The Alaska Wilderness League Talks Climate and Public lands

Emily Sullivan
Alaska Wilderness League Conservation Associate


In the alpine—and especially in Alaska—evidence of climate change is now so pervasive that I’m left ruminating about it nearly every time I go to the mountains. Just this month, I served on a volunteer mountaineering patrol with the National Park Service at basecamp on Denali.  Camped next to us, glacier scientists were gearing up for ice core extraction on Mount Hunter, where they would examine melt rates over the past hundreds of years. Outside our cook tent, baking in the June sun, they filled us in on their ongoing study which shows that 60 times more snowmelt occurs today on Mount Hunter’s summit plateau than did 150 years ago. The summit has also seen a 2°C increase in summer temperature in that time. Sadly, none of this news surprises me anymore. As a result, I’m looking for ways to be part of the solution.

While Alaska serves as the nation’s ground zero for climate change, our government is racing to lease out one of the last remaining protected areas of Alaska’s northernmost coastal plain by pushing to hand the Arctic National Wildlife Refuge over to the oil industry. If we are serious about addressing climate change, this scenario cannot be ignored. Fortunately, Congress is pushing back, and the House of Representatives will soon consider a bill soon to stop this drilling program.  You can help us pass this legislation by signing on to the letter below.

Even Senator Lisa Murkowski, a driving force for drilling in the Arctic Refuge, admits that climate impacts are real in Alaska—it’s hard not to when your state is warming twice as fast as the rest of the nation. Here, sea ice is melting, glaciers are receding, and permafrost is thawing. Traditional ways of life, the fishing industry, tourism, and recreation are all at stake. I moved to Alaska a decade ago in order to experience wilderness, and I stayed for the abundance of world-class recreational opportunities, many of which are now threatened by warming temperatures across the state.

Winters are becoming shorter, parts of our incredible alpine ski terrain will be overrun by trees in the next 100 years, and human waste is melting out of the glaciers on Denali at an alarming rate. Coastal Alaska Native villages are soon to be swallowed up by the ocean, and lives are lost each spring as snowmachines break through lakes and rivers months before they should be thawing. Yet the Trump administration turns a blind eye: the financial lure of oil reserves (that may or may not even exist) carries more weight than the future of our planet.

A Pacific Loon in the Arctic Refuge.
Photo Credit: Malkolm Boothroyd/ malkolmboothroyd.com

The Arctic National Wildlife Refuge is an American treasure—a public land that was created to protect the Porcupine Caribou herd and allow Americans to experience an iconic landscape that exists as it has for thousands of years. Alaska Native communities have been stewards of this land since time immemorial and rely on its Coastal Plain to support an abundance of life. This is not the place for oil and gas development. With our rapidly changing climate, we can’t even afford to burn through existing oil reserves. So why on Earth are we searching for more? Please act today and join us in voicing your opposition to oil extraction in the Arctic National Wildlife Refuge. The future of our planet, its inhabitants, and our mountain livelihoods depend on proactive conservation now more than ever.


## [Aim of the exercise]
A faithful copy is required: transcribe each line below exactly, minus the pictures.

*** Opening Exercise data ***

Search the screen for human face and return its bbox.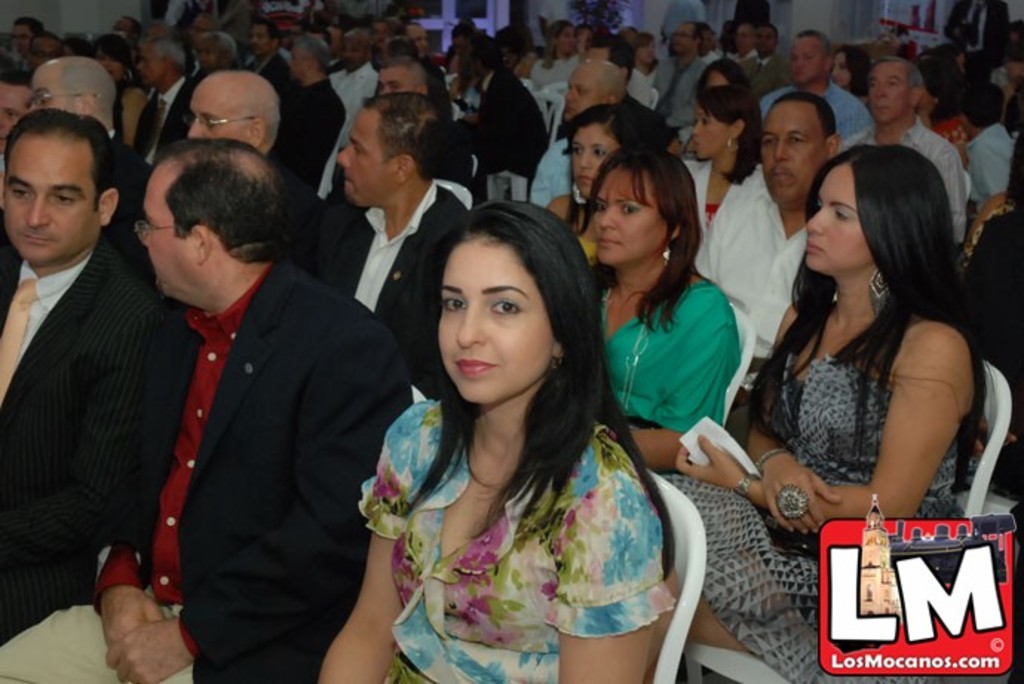
Found: rect(790, 37, 824, 82).
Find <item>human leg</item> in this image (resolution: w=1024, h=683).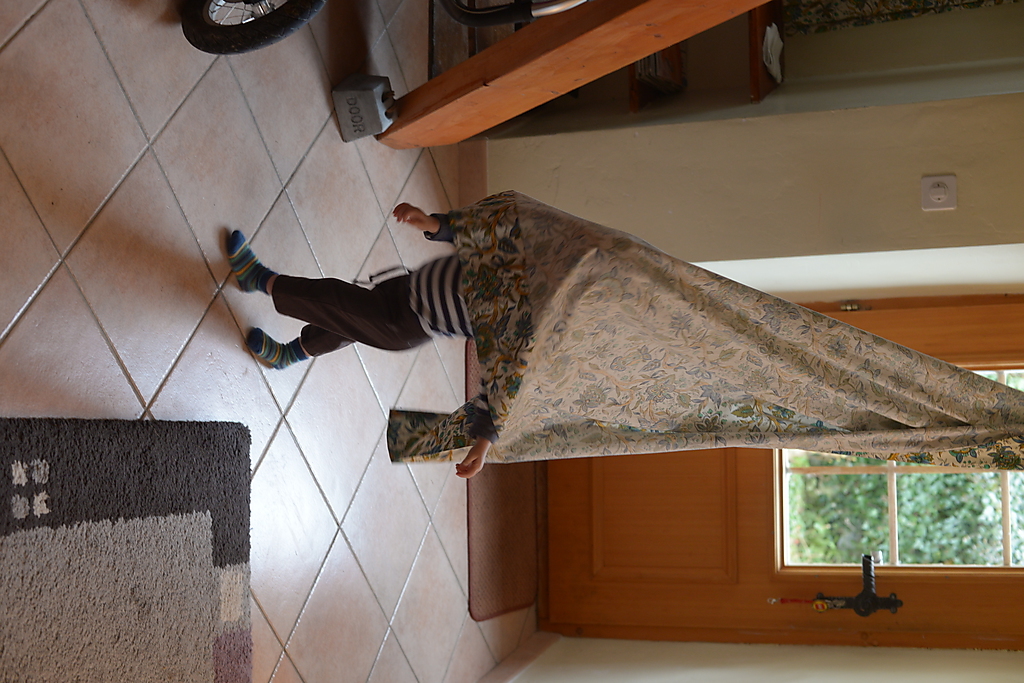
{"left": 249, "top": 272, "right": 414, "bottom": 367}.
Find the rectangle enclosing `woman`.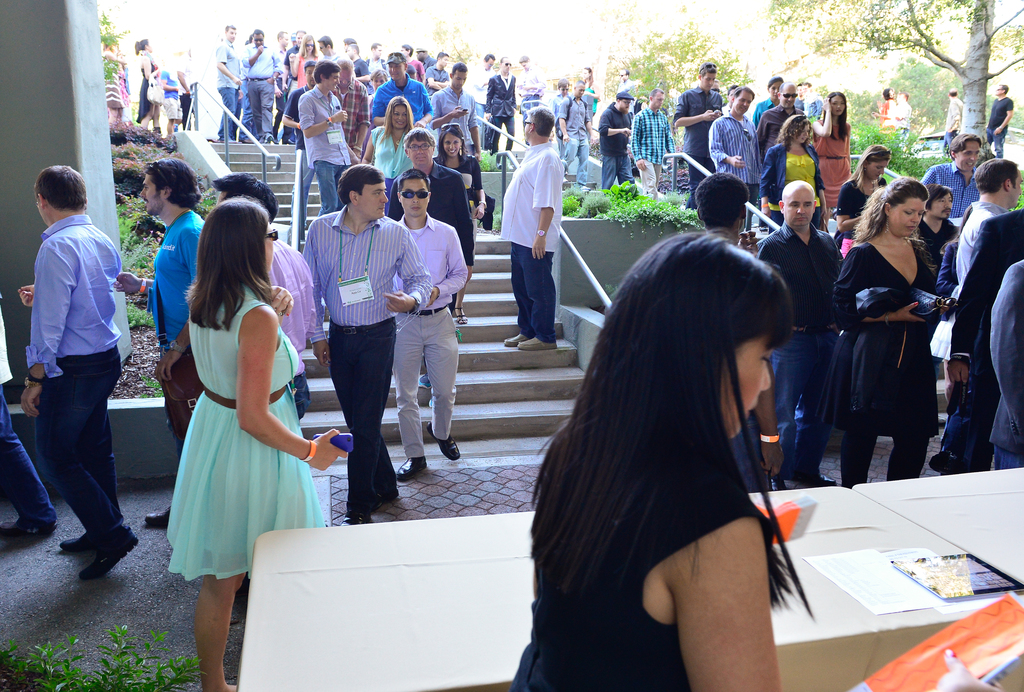
(581,66,602,124).
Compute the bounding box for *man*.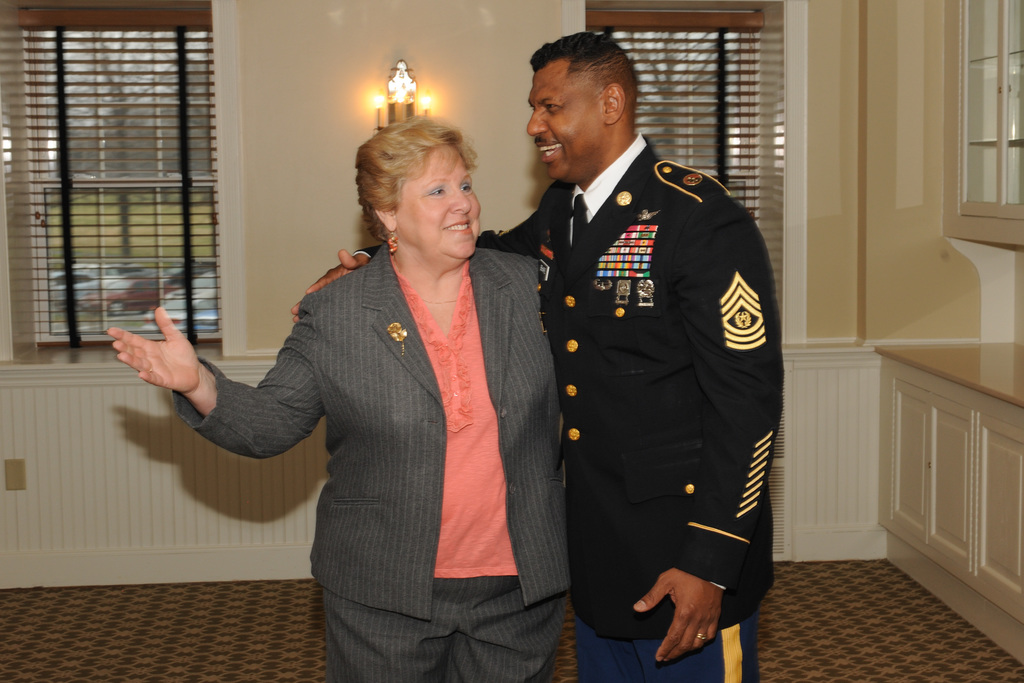
bbox=(292, 36, 785, 682).
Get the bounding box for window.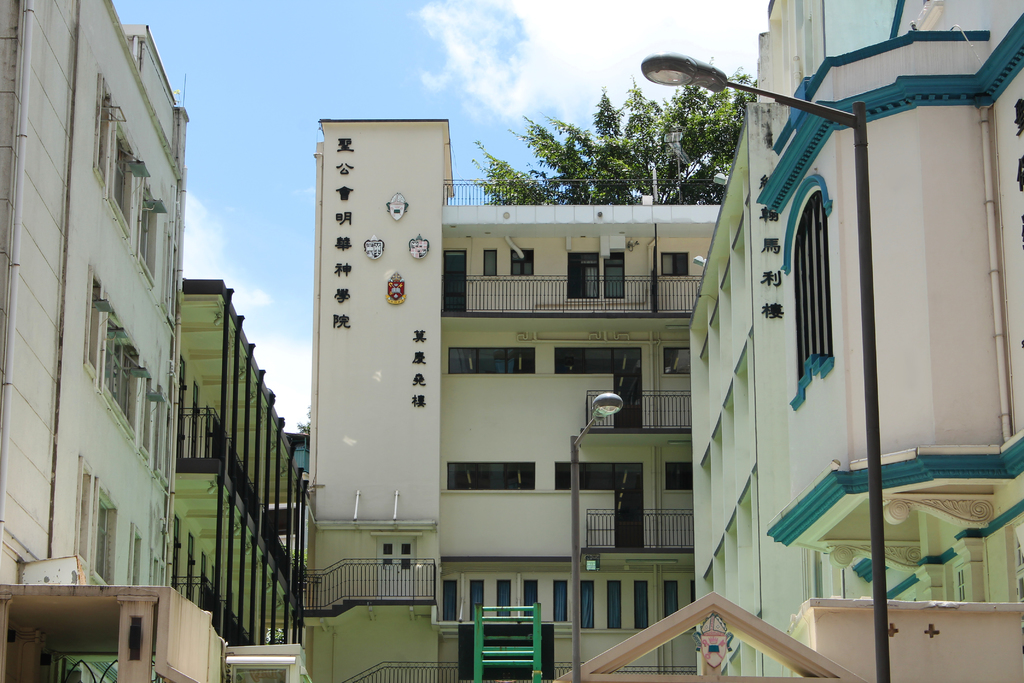
954, 564, 971, 603.
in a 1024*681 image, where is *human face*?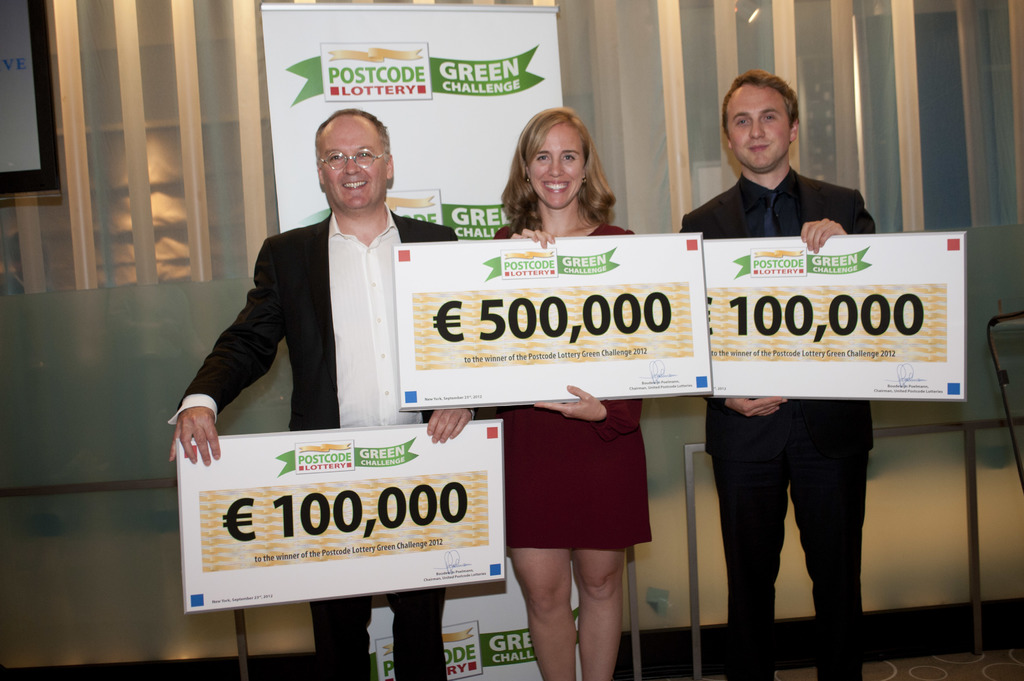
BBox(728, 82, 791, 172).
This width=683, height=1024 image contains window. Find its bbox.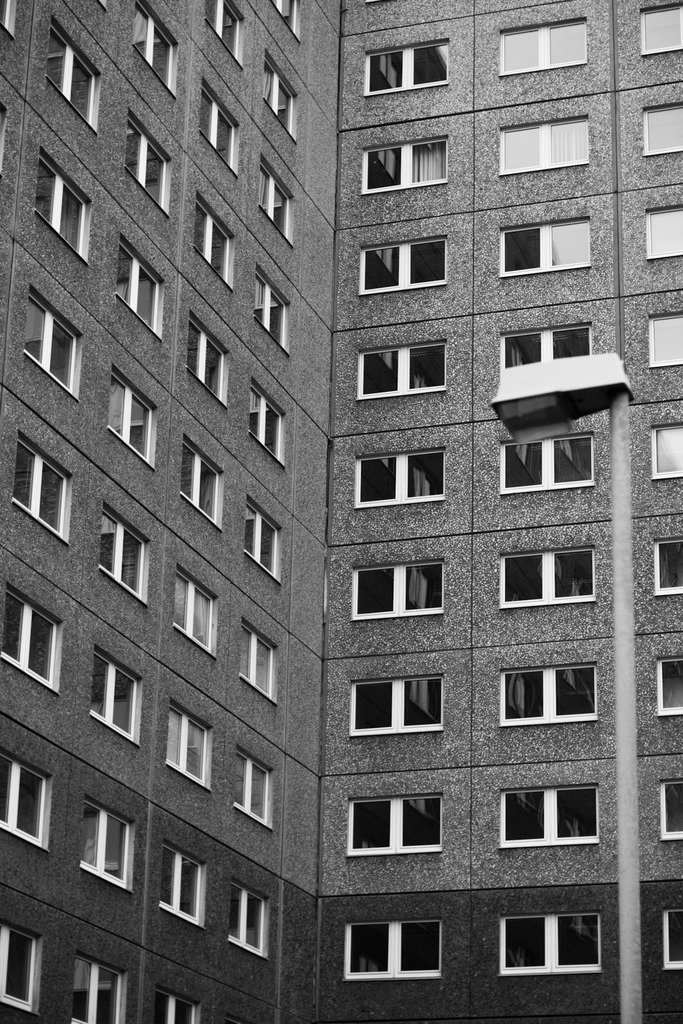
l=346, t=790, r=449, b=858.
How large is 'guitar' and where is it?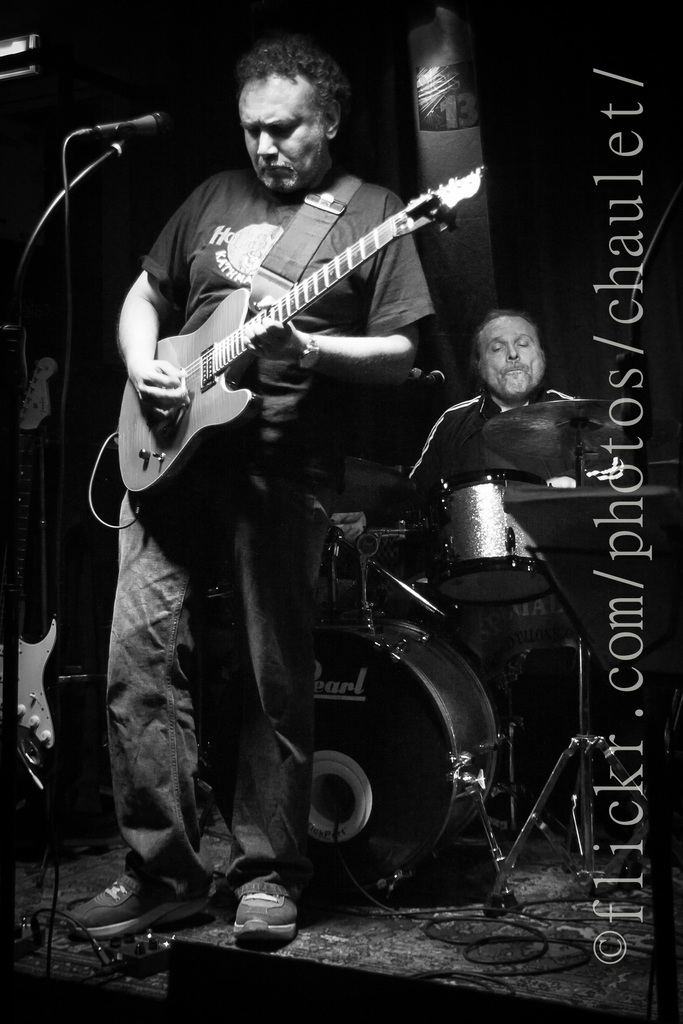
Bounding box: 95,158,469,498.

*** Closing Exercise data ***

## [The answer]
Search the screen for human face and return its bbox.
Found: rect(790, 37, 824, 82).
Find <item>human leg</item> in this image (resolution: w=1024, h=683).
{"left": 249, "top": 272, "right": 414, "bottom": 367}.
Find the rectangle enclosing `woman`.
(581,66,602,124).
Compute the bounding box for *man*.
bbox=(292, 36, 785, 682).
Get the bounding box for window.
954, 564, 971, 603.
in a 1024*681 image, where is *human face*?
BBox(728, 82, 791, 172).
This width=683, height=1024 image contains window. Find its bbox.
l=346, t=790, r=449, b=858.
How large is 'guitar' and where is it?
Bounding box: 95,158,469,498.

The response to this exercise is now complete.